The critics, who are currently enjoying an increase in support from the right, of course couch their radical stance in terms of due process, as if what they are asking is the most ordinary thing in the world. And indeed, for American citizens it is. But never has the United States granted detained combatants this right. During World War II, for instance, the United States held hundreds of thousands of prisoners of war without charge, without legal representation and without a means to contest their designation as legal combatants taken on the battlefield.

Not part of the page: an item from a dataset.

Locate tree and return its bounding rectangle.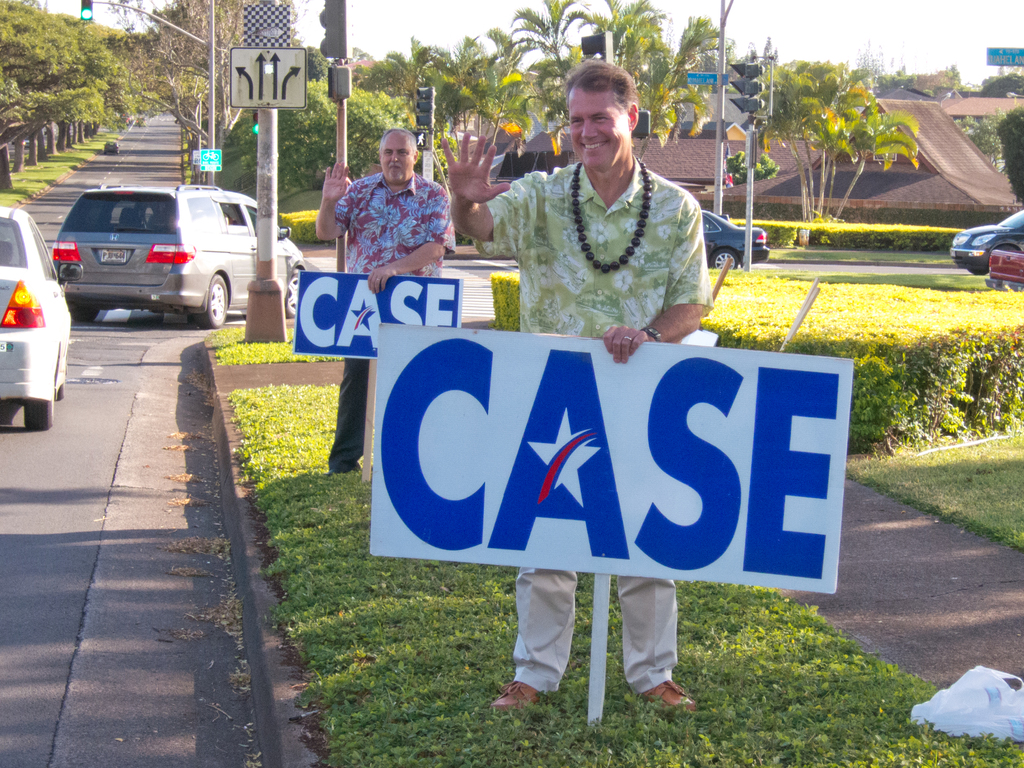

This history conforms with the Geneva Conventions, as long as the detainee qualified as a legal combatant. If not, a detainee’s rights as defined in the Geneva Conventions are considerably less. The reasons for this are simple. Article 4 of the convention on treatment of prisoners of war identifies a legal combatant as someone who fights under a recognized state which adheres to the Geneva Conventions; wears a fixed insignia or uniform; carries his arms openly; and conducts operations in accordance with the laws of war — which rules out terrorists.
As the administration rightly determined after the invasion of Afghanistan, Taliban and al Qaeda terrorists fail to meet any of these standards. Therefore, they are illegal combatants and not protected as prisoners of war in the Geneva Conventions. A soldier is different from a terrorist because a soldier is supposed to follow certain rules; terrorists are not — and the Geneva Conventions acknowledge this difference. If they did not, then there would be no incentive for soldiers to adhere to Article 4.
Even if, for the sake of argument, we accepted that terrorists are POWs, they would still not be entitled to adjudicate their case before a U.S. court. There is nothing in the Geneva Conventions that requires or even considers such an option. The conventions do say that a POW is subject to the laws of the “Detaining Power” — yet the Constitution does not say anything about allowing combatants access to U.S. courts.
Last year the Supreme Court acknowledged that this war is different, and that determining a combatant, legal or otherwise, is not as simple as it used to be. Lower courts are divided on how to interpret this decision, but the fact is that every Guantanamo detainee has had a chance to contest his detention as a combatant before a military tribunal. It’s enough for now just to note that this is beyond what the Geneva Conventions require for a POW.
“Not good enough,” insist the critics, who want nothing less than full constitutional rights bestowed on foreign enemies of the United States. The Geneva Conventions do not acknowledge such a right, the Constitution does not acknowledge such a right, so why would this administration acknowledge such a right?